Amber Rudd has said Boris Johnson has a “sort of language which he’s quite rightly nervous using in front of women” as the ex-home secretary hit out at the “boys’ club” atmosphere in the Commons.
Rudd also accused the prime minister of going “backwards” on promoting women.
The former cabinet minister said she quit Johnson’s top team as work and pensions secretary in September 2019 because she did not like his style of government over Brexit.
The comments came as part of a project by the Institute for Government (IfG) aimed at getting ministers to reflect on their time in power.
In the study, former leader of the Commons Andrea Leadsom revealed that relations with ex-Speaker John Bercow reached such a low that she would not hold regular weekly meetings with him alone.
Rudd expressed concern that the situation regarding the promotion of women was going into reverse.
She said: “There is a kind of boys’ club-type behaviour in parliament because it is still more like a public school or a university club than anywhere else you’ll ever go.
“I fear that it’s going backwards a bit at the moment because unless you have the leadership really making an effort to ensure that women are promoted as equals, all the time – not just because, oh, let’s promote the women, we forgot about the women – it’s going to be a problem.
“I see that in Boris Johnson, I’m afraid.
“Even though I don’t dislike him at all.
“He’s come from that establishment group.
“And also, he has that sort of language, which he’s – quite rightly – nervous of using in front of women.”
Rudd, who resigned as home secretary in 2018 over the Windrush scandal, said she quit the cabinet again after a return to the top table as work and pensions secretary because of the way Johnson treated people in order to get his Brexit agenda through.
She said: “It was Boris Johnson’s style of government, really.
“It was the way he treated other people and his determination to deliver Brexit, whatever the cost in terms of the economy and, I thought, the consequences to people’s lives.”
Rudd, a prominent Remainer in the 2016 Brexit campaign, famously remarked of Johnson in a referendum TV debate: “Boris is the life and soul of the party, but he is not the man you want driving you home at the end of the evening.”
Leadsom and Bercow regularly clashed when he was Commons Speaker.
Recalling their weekly meetings, she said: “It reached a point where I had to take someone with me, because of the level of vitriol in those meetings.
“And he, likewise, said he needed to have someone there, because apparently I was extraordinarily difficult.”
The two had a public spat after Bercow was accused of calling Leadsom a “stupid woman”.
Former attorney general Jeremy Wright told the IfG that David Cameron would become more publicly irritated at situations as prime minister than Theresa May did after she succeeded him.
Wright said: “David Cameron let his irritation show more often and more visibly than Theresa ever did, getting the advice that she was being given.”

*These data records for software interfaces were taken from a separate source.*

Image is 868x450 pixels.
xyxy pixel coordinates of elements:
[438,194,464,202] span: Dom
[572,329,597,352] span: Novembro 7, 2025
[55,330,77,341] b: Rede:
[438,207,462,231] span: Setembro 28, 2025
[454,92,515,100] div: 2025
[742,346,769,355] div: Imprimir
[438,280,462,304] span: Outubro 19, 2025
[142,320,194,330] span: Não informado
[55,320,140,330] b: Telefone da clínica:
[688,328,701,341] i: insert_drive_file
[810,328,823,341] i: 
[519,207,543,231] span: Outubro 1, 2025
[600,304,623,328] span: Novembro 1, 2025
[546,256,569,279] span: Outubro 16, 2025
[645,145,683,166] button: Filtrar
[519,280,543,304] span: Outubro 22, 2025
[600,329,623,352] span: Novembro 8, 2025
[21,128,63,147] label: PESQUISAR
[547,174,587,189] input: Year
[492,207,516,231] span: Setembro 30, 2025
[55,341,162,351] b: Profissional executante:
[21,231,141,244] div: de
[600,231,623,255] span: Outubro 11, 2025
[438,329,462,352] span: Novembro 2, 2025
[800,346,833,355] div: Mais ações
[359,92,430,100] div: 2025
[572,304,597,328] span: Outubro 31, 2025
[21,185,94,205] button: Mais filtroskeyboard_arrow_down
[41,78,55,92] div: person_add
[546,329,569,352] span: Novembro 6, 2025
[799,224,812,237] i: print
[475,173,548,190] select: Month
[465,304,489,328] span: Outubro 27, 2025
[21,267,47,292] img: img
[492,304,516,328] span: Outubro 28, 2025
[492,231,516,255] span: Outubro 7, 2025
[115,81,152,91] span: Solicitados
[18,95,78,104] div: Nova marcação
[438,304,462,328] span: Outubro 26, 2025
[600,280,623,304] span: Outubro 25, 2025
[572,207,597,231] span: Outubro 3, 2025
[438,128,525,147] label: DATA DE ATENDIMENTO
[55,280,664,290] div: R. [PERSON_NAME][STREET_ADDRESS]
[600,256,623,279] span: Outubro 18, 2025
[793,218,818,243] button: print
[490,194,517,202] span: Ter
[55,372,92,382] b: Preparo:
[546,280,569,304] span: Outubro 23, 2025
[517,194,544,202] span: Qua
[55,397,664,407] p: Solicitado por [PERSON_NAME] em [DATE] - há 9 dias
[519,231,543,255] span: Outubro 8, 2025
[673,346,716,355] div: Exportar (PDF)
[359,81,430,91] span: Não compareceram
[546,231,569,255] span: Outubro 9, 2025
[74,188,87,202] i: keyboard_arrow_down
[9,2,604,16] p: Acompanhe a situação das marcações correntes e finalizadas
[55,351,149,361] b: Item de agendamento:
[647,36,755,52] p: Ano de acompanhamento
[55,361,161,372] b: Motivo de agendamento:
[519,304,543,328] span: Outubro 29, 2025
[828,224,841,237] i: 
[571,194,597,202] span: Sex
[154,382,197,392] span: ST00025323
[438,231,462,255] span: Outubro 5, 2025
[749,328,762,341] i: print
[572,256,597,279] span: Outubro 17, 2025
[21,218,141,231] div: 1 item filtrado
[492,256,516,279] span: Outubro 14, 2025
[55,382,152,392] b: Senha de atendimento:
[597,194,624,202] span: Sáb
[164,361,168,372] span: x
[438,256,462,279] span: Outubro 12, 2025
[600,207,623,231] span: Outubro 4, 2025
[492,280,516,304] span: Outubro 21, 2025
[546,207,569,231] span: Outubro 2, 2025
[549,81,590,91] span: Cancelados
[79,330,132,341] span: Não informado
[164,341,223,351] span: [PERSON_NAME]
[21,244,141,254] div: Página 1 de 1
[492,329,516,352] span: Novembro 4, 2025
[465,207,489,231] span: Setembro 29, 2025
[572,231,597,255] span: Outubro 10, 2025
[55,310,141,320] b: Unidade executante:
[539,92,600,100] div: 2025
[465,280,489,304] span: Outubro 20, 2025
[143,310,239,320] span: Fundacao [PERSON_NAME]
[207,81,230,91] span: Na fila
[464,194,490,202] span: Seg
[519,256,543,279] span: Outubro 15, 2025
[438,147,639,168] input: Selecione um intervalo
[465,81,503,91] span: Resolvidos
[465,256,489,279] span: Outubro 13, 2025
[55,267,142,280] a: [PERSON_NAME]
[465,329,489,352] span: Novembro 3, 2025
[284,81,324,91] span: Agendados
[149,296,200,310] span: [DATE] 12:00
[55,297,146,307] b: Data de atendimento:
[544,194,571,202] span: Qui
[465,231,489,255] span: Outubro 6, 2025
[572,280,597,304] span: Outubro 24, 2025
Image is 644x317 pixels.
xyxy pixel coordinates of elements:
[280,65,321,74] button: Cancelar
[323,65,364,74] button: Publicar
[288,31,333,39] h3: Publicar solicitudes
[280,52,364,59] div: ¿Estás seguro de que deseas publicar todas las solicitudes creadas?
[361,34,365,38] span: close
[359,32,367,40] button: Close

The ex-cabinet minister also insisted the government should have done more to defend judges hearing high-profile Brexit cases from media criticism.
He said: “Where I think we were going wrong… was to allow the sort of abuse to play out in the newspapers, of those who were doing their job as judges and as lawyers.”
Former business secretary Greg Clark said some international firms were “alarmed” at how Britain was handling the post-Brexit vote turmoil.
He said: “The further that you go from these shores, the more people were alarmed at what they thought was uncertainty and unpredictability in a country that they had always thought of as a byword for predictability.”